The concerts conclude with the Symphony No. 2 in C major, Op. 68 by Robert Schumann (1810–1856). Written in 1845 and 1846, it’s the product of a time in the composer’s life marked by both an intense burst of creativity and an onset of the illness that would eventually destroy both his mind and body. If the first half of the program is about varieties of darkness, then Schumann’s symphony is about an eventual emergence into the light.
“For several days,” he wrote to his friend Felix Mendelssohn in September of 1845, “drums and trumpets in the key of C have been sounding in my mind. I have no idea what will come of it.” What came of it was the fanfare-like motif that dominates the Sostenuto assai – Allegro, ma non troppo first movement.
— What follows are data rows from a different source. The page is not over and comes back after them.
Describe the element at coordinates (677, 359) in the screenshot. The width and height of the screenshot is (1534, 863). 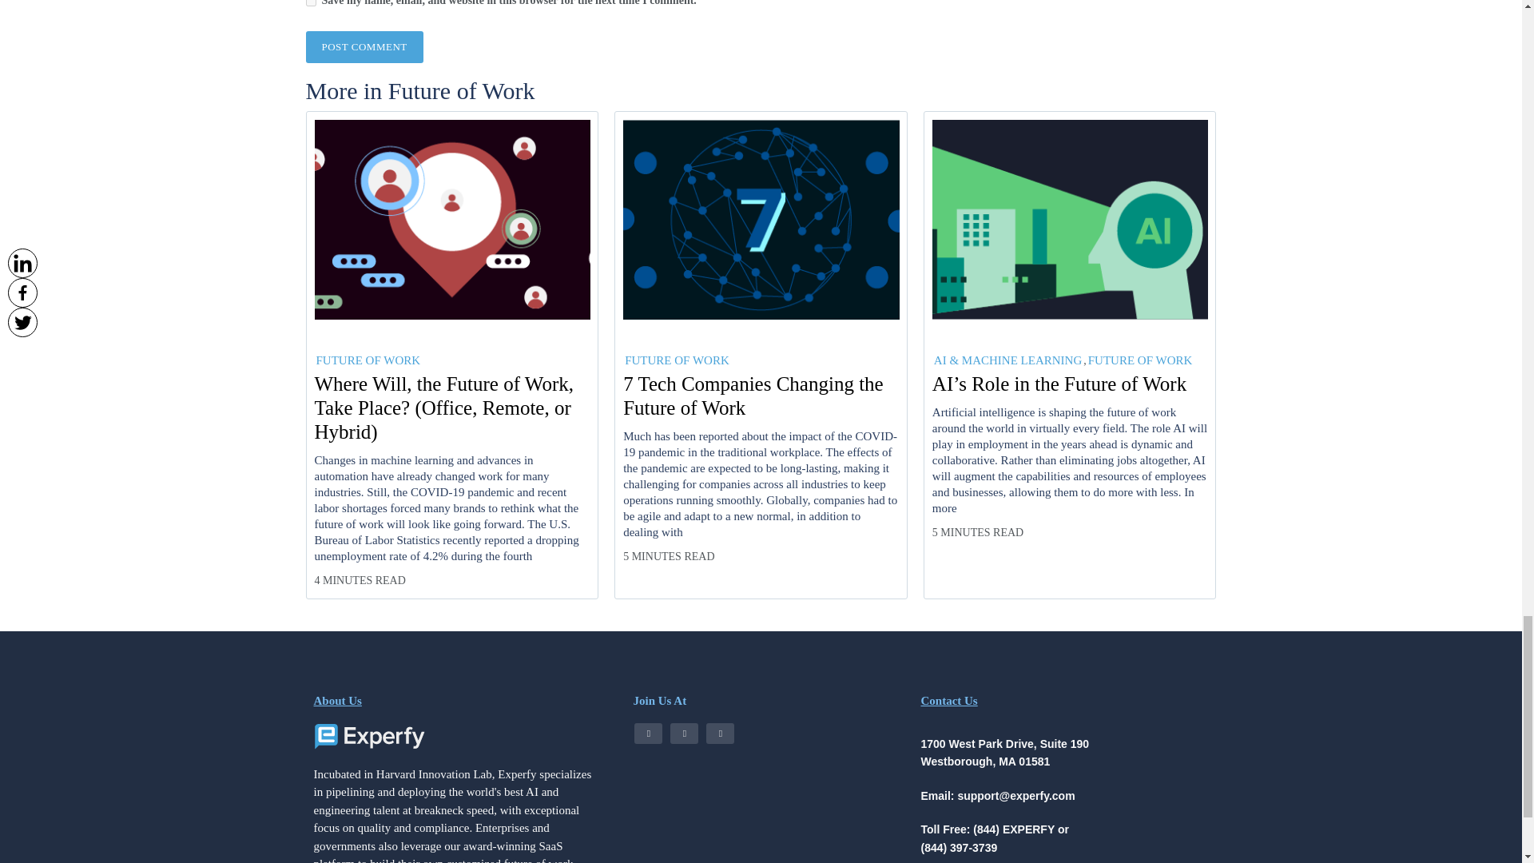
I see `FUTURE OF WORK` at that location.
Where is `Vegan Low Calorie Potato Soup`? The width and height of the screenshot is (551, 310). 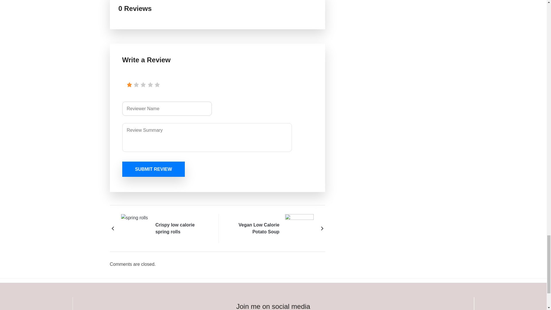 Vegan Low Calorie Potato Soup is located at coordinates (252, 228).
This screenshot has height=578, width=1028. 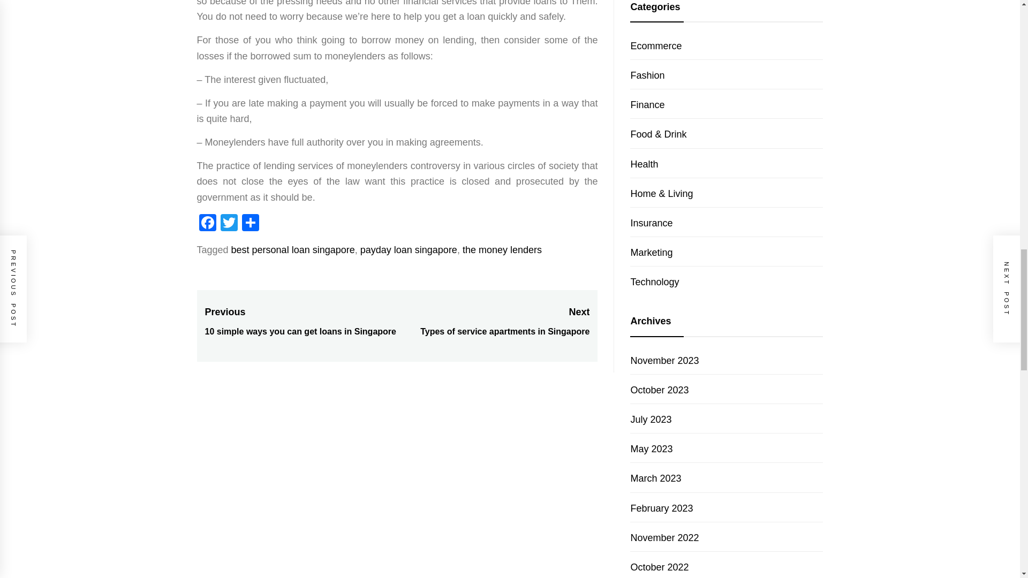 I want to click on Fashion, so click(x=502, y=250).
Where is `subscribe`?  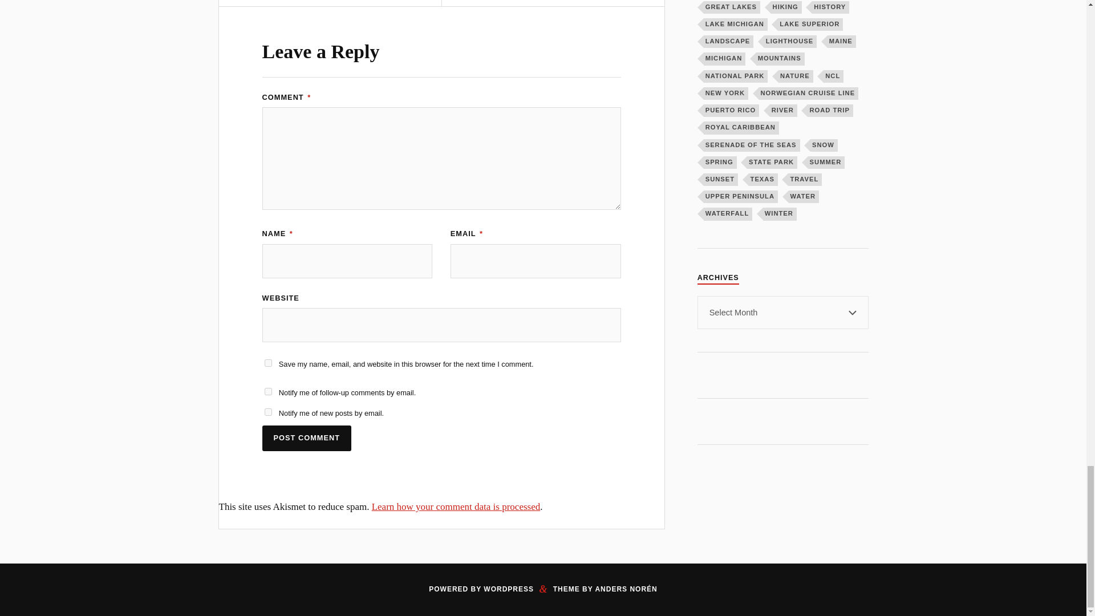 subscribe is located at coordinates (268, 412).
Although highly reminiscent of the fanfare that opens Haydn’s Symphony No. 104 (“London”), it’s much more emotionally ambiguous, especially in the overall context of a movement that Judith Chernaik (in Schumann: The Faces and the Masks, 2018) describes as “agitated, even distraught in feeling.” Indeed, both the first movement and the Scherzo second movement can come across as a mix of the energetic and febrile, depending on how the conductor approaches them.
Schumann recognized that there was an element of agony and conflict behind the symphony. “I sketched it out,” he wrote to Mendelssohn, “while suffering severe physical pain; I may well call it the struggle of my mind, by which I sought to beat off my disease.” That struggle is most apparent in the anguished Adagio espressivo third movement, which Chernaik accurately describes as “an unmediated expression” of the composer’s suffering. It’s only in the Allegro molto vivace finale that he shows us his hope of returning health.
P.S. I put together my own playlist for this one so that I could include the world premiere recording of Lindberg’s concerto as well as a recording of the Schumann Symphony No. 2 by the SLSO under the baton of the late Jerzy Semkov, who was Music Director of the orchestra from 1975 to 1979..
The Essentials: Hannu Lintu conducts the St. Louis Symphony Orchestra and soloist Lawrence Power in the Viola Concerto by Magnus Lindberg, Kaija Saariaho’s “Ciel d’hiver,” and Schumann’s Symphony No. 2. Performances take place at the Touhill Performing Arts Center on Friday at 7:30 pm and Sunday at 3:00 pm, March 14 and 16. The Friday concert will be broadcast on Saturday night, March 15, at 7:30 pm on St. Louis Public Radio and Classic 107.3.